The El Dorado School District administration building is seen in this News-Times file photo.
The El Dorado School District administration building is seen in this News-Times file photo.

The El Dorado School Board this month approved a new salary schedule for the 2023/2024 school year, putting it in compliance with new statewide teacher pay requirements.

The LEARNS Act, signed into law by Gov. Sarah Huckabee Sanders on March 8, calls for a starting salary of $50,000 for all certified teachers in Arkansas, along with $2,000 raises for teachers already making $48,000.01 or more.

"The salary schedule basically follows the new Arkansas LEARNS Act," Superintendent Jim Tucker told board members during their regular meeting on April 10. "It basically says that any teacher making $48,000 and below will be brought up to $50,000, and any teacher making $48,000.01 and above will get a $2,000 pay increase, and that follows the law that was provided."

Board member Todd Whatley asked whether the district had been provided with state funding to cover the raises.
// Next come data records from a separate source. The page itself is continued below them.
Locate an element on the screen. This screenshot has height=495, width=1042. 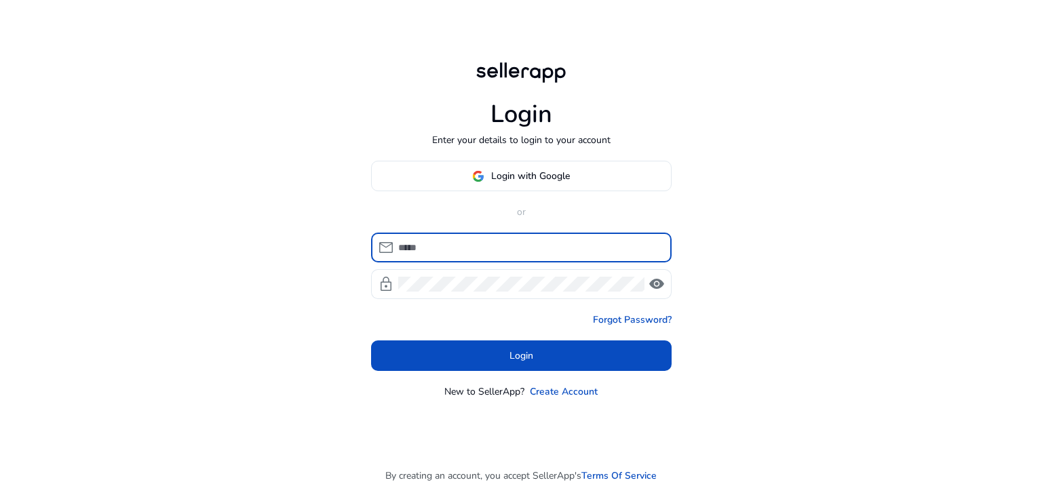
span: mail is located at coordinates (386, 248).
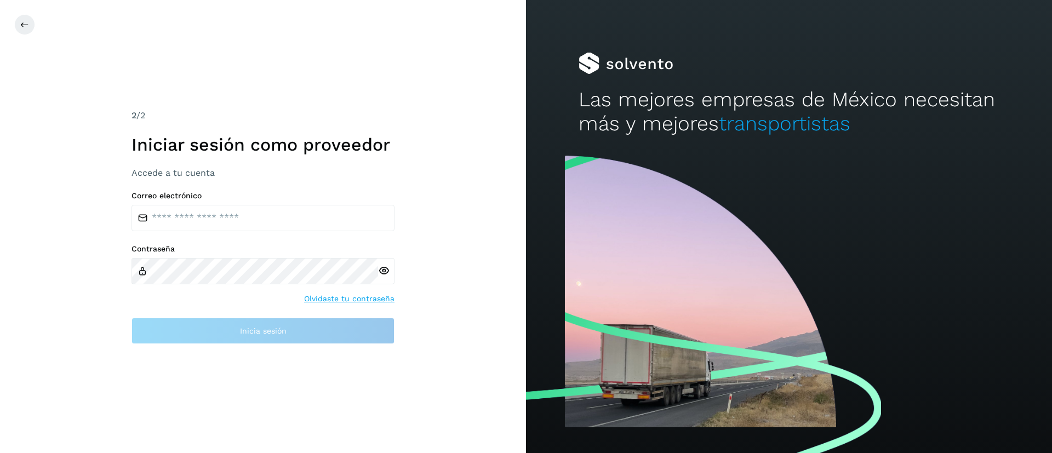  Describe the element at coordinates (789, 112) in the screenshot. I see `h2: Las mejores empresas de México necesitan más y mejores` at that location.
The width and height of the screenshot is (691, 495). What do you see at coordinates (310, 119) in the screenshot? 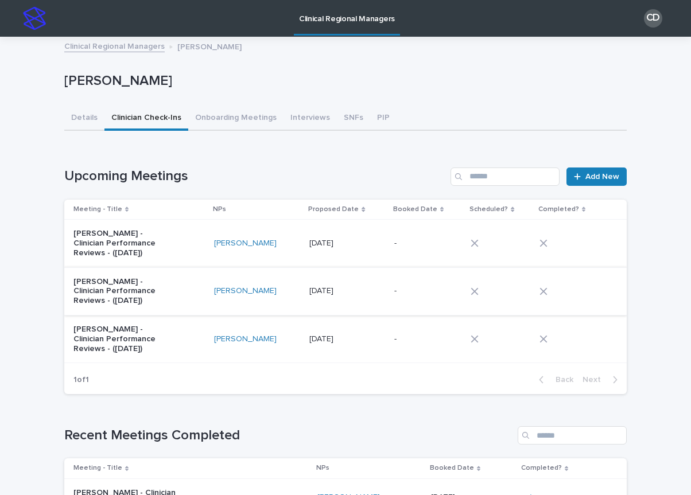
I see `button: Interviews` at bounding box center [310, 119].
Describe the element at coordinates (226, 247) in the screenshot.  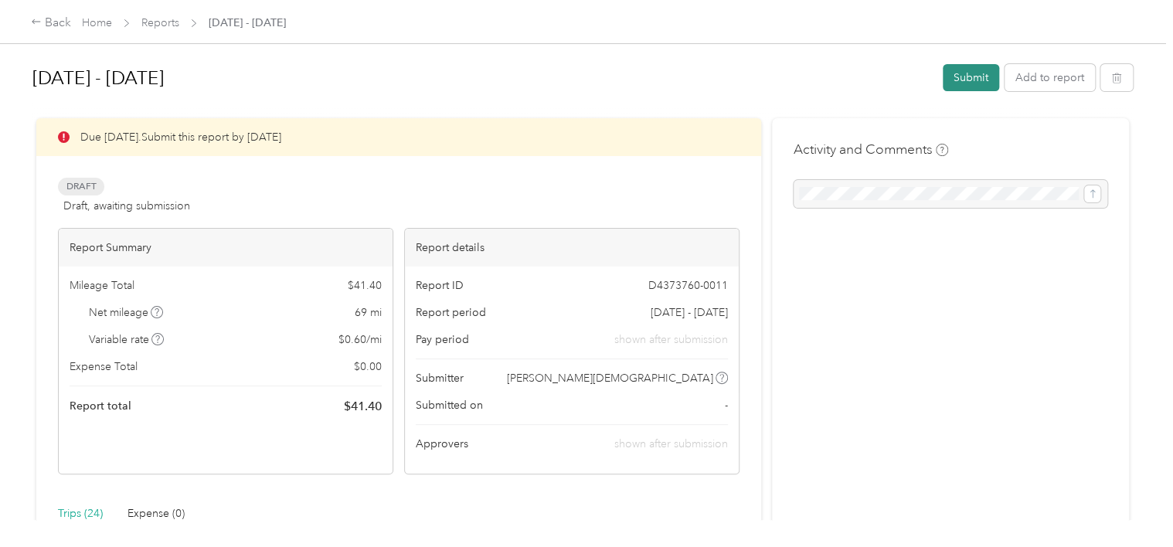
I see `div: Report Summary` at that location.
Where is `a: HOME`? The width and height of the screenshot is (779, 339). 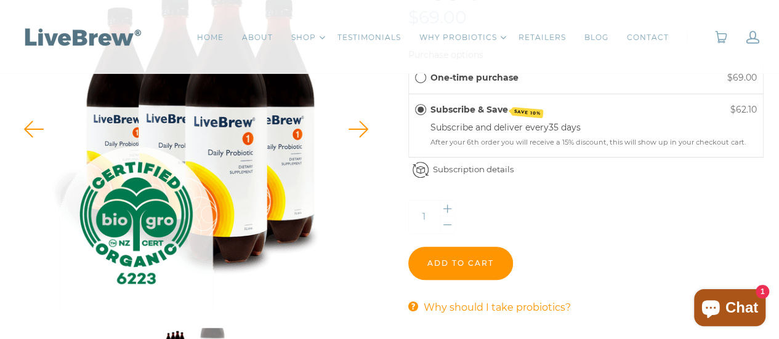 a: HOME is located at coordinates (210, 38).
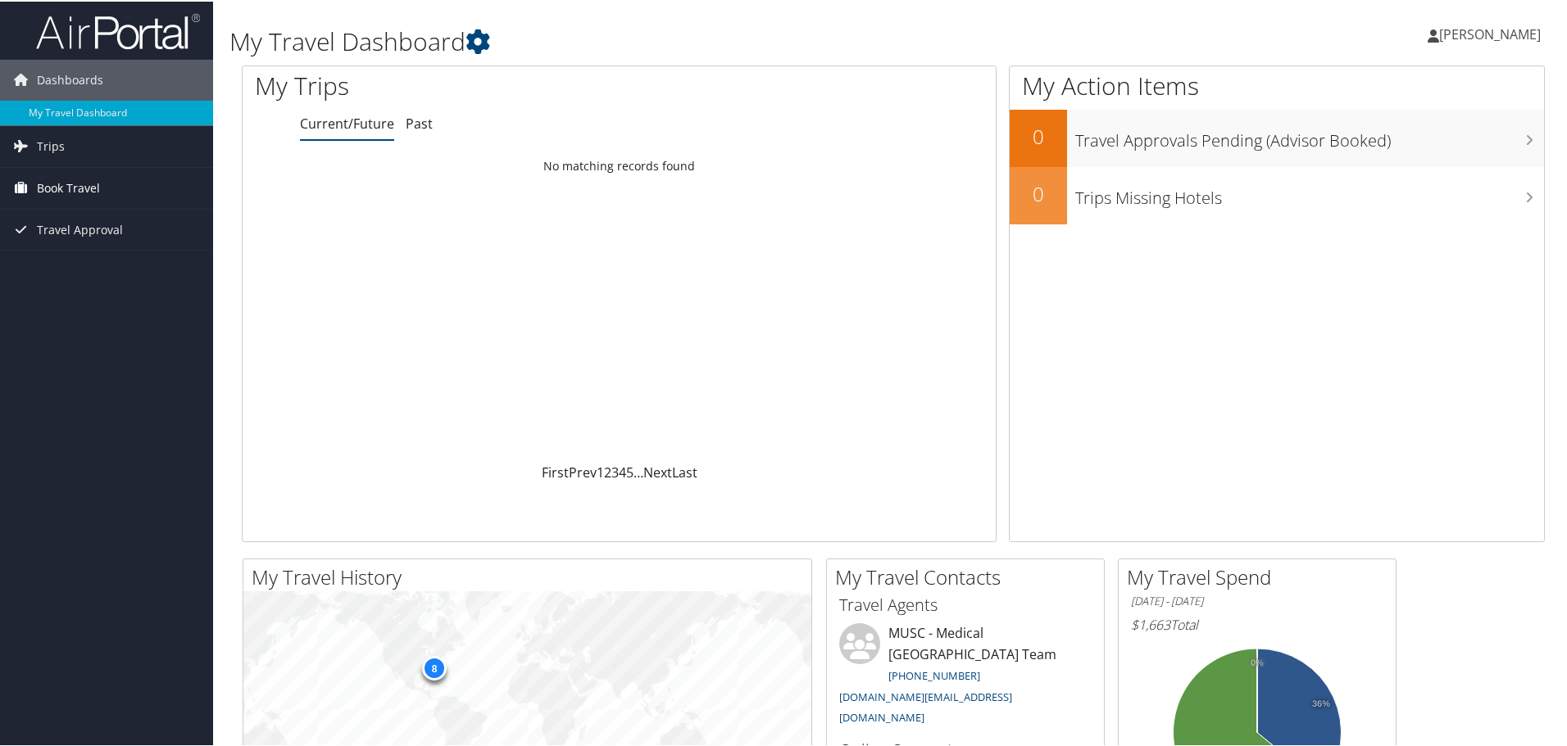  What do you see at coordinates (1309, 135) in the screenshot?
I see `h3: Travel Approvals Pending (Advisor Booked)` at bounding box center [1309, 135].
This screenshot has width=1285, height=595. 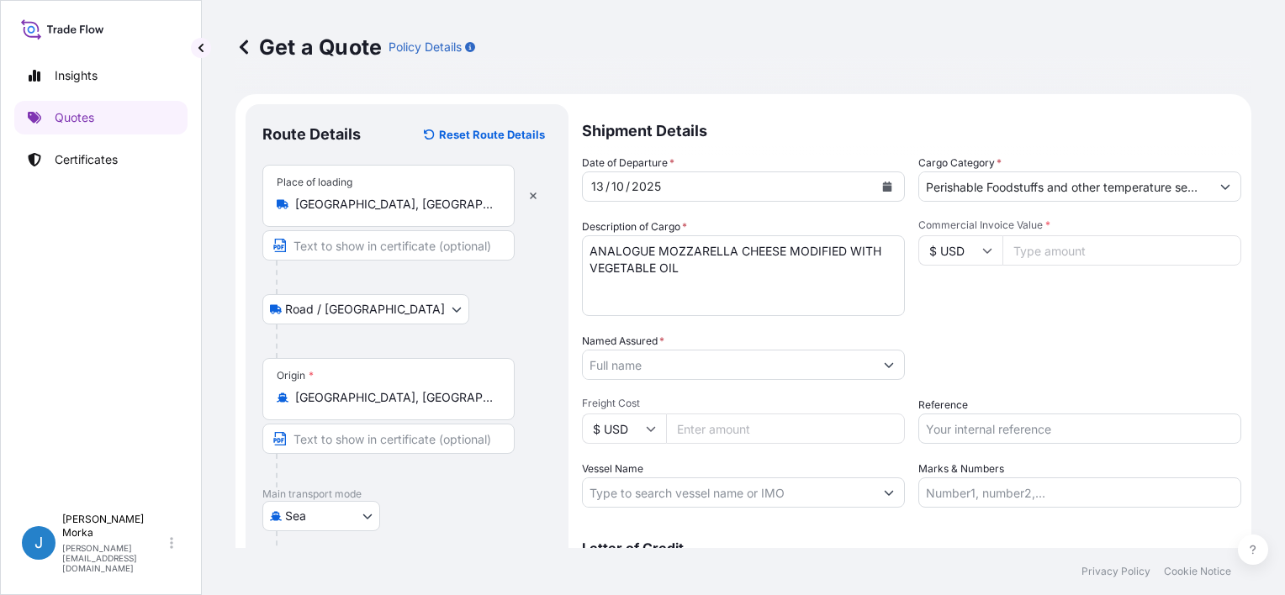 I want to click on a: Insights, so click(x=101, y=76).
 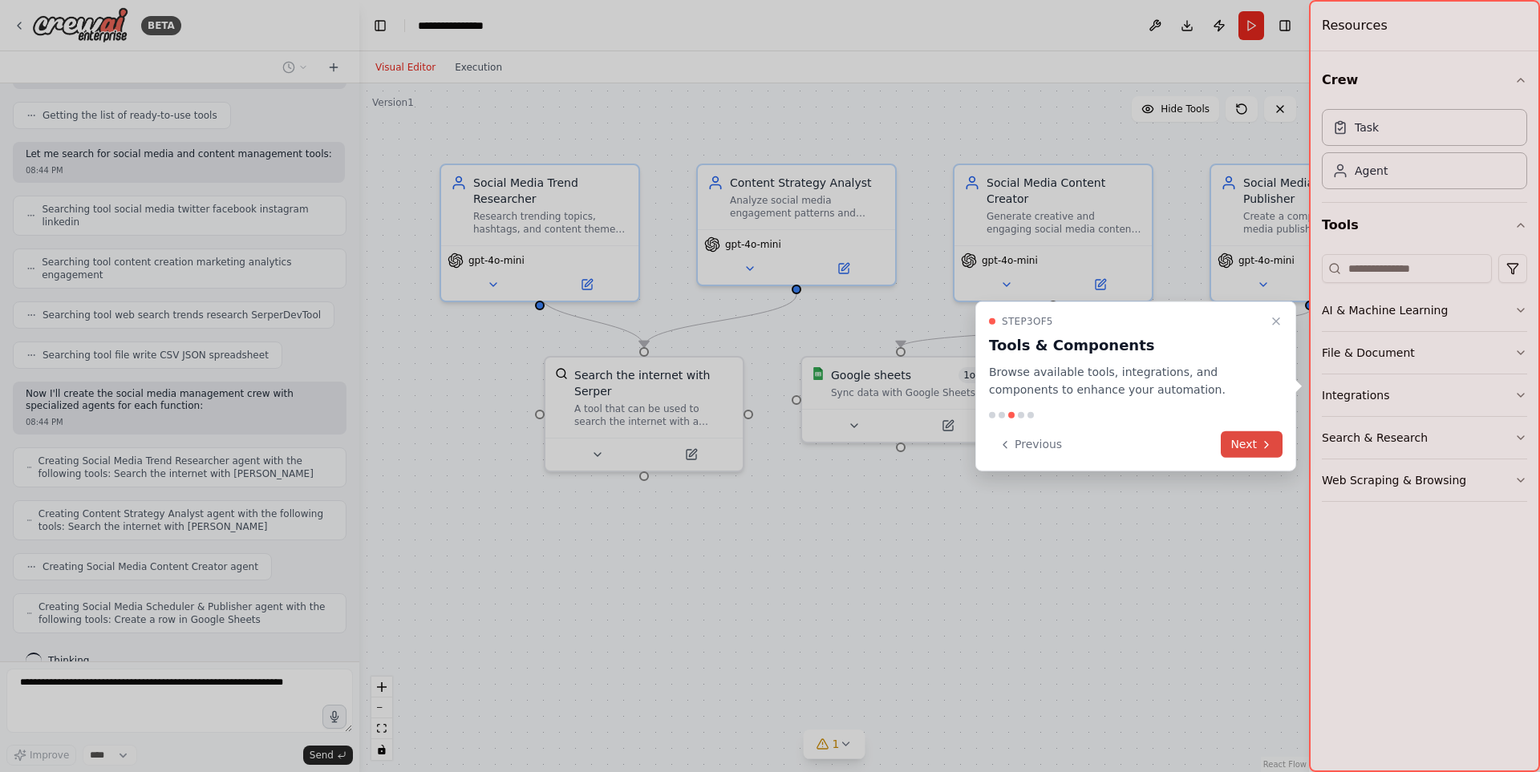 I want to click on h3: Tools & Components, so click(x=1126, y=345).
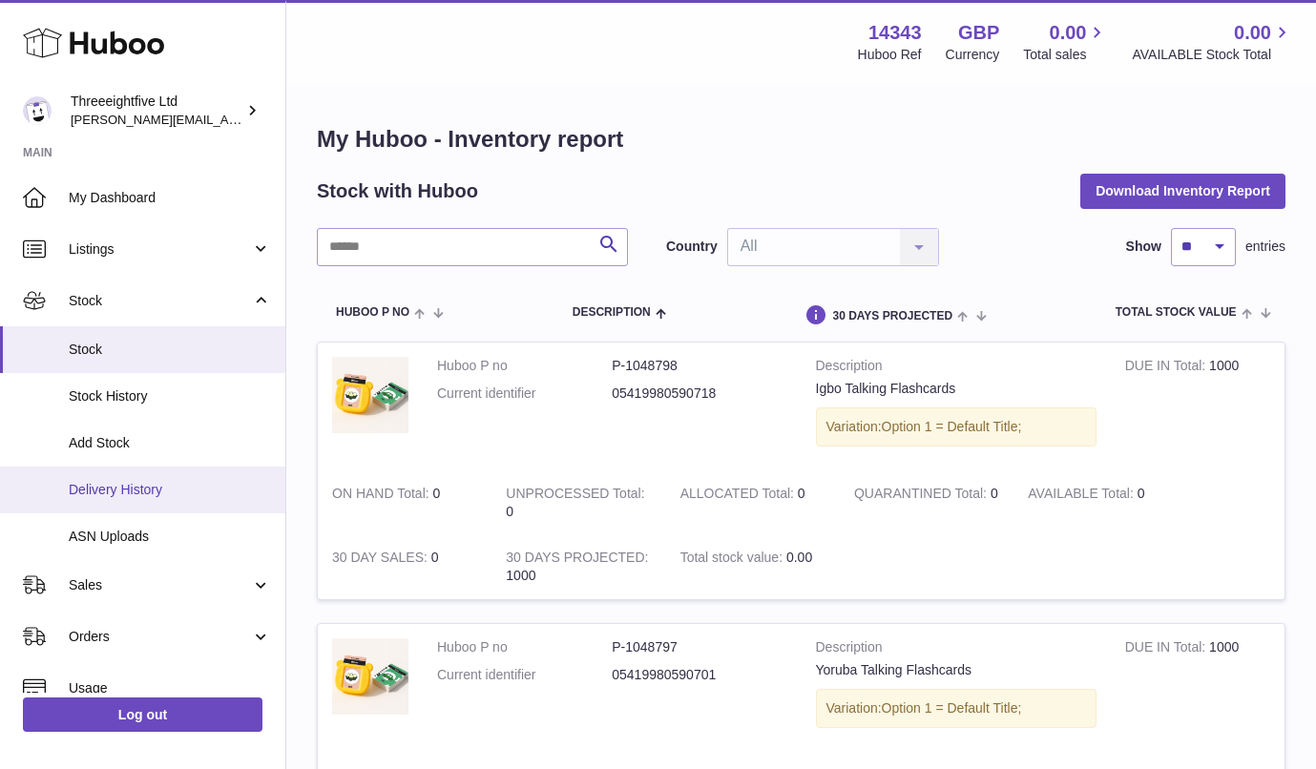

"The state is providing funds," Tucker said. "They gave us almost enough, and there are some other rules, procedures in the law – but I mean, really, they gave us almost right at it to make it happen."

Shelley Pruitt, the district's chief financial officer, said in a follow up email that the district has calculated that it will cost $2,126,291.06 to provide the raises the LEARNS Act calls for. The state, she said, has provided $2,090,538.

"Keep in mind that every number... is preliminary in nature," she said in the email. "There are still questions that linger about applying the $2,000 increase to staff already making over $48,000, and we will not have answers until they develop the rules and regulations (procedures) that go along with the Act."

Tucker said the state had promised to provide all the funding the district will need to provide the LEARNS Act raises.

"They did (promise), and they better, that's all I'll say," he said. "At this moment, they're not putting us in a bind. I think we do a pretty good job with our budget, the El Dorado School District... and I think we're sitting in a good place right now in regards to budget, even with the Arkansas LEARNS Act."

Stepless schedule

The ESD's current salary schedule for the 2022/2023 school year looks a lot different than the upcoming school year's will.

This year's salary schedule includes 21 steps, ranging from a starting salary of $40,000 for first year teachers without advanced degrees to a high of $54,175 for veteran teachers with advanced degrees.

Tucker and Pruitt were working Friday on finalizing the salary schedule for the 2023/2024 school year, he said, and hope to have it completed by next Thursday. The schedule won't include steps for experience or further education like the current schedule does, however.

School Board member Wayne Gibson said that he thinks the stepless salary schedule proposed at the meeting is unfair to veteran teachers with more experience than newcomers.

"I think – and this is my opinion – that Governor Sarah and her crew just came in and kind of blitzkreiged through, pushed this bill through, I think, without really giving a lot of consideration to educators on how it best fits them," he said. "I am all for doing all we can for teachers, but my concern is, with someone that's at $48,000 and you can only give them a $2,000 bump, and then someone that comes in as a new teacher, you take them up to the same number – something's just not right about that."

Tucker said he'd heard similar feelings from teachers.

"I think your sentiment is felt by most veteran teachers in our district," Tucker said. "We will do everything we can to provide a salary schedule that has some steps in the future. We're going to work hard to do that. It's a priority for us."

Whatley said he's seen similar issues with pay crop up in the private sector as well, and Board Vice President Vicki Dobson said she's seen it as a state employee as well.

"At LANXESS, El Dorado Chemical, Delek, all of them, it's pretty much the same thing. I've been with LANXESS for 37 years and there's kids that come in that's been there two years that's making the same thing I am now, because that's what they want to do, they want to retain people," Whatley said.

The El Dorado School Board will next meet on Monday, May 8, at 6 p.m. at the district administration office.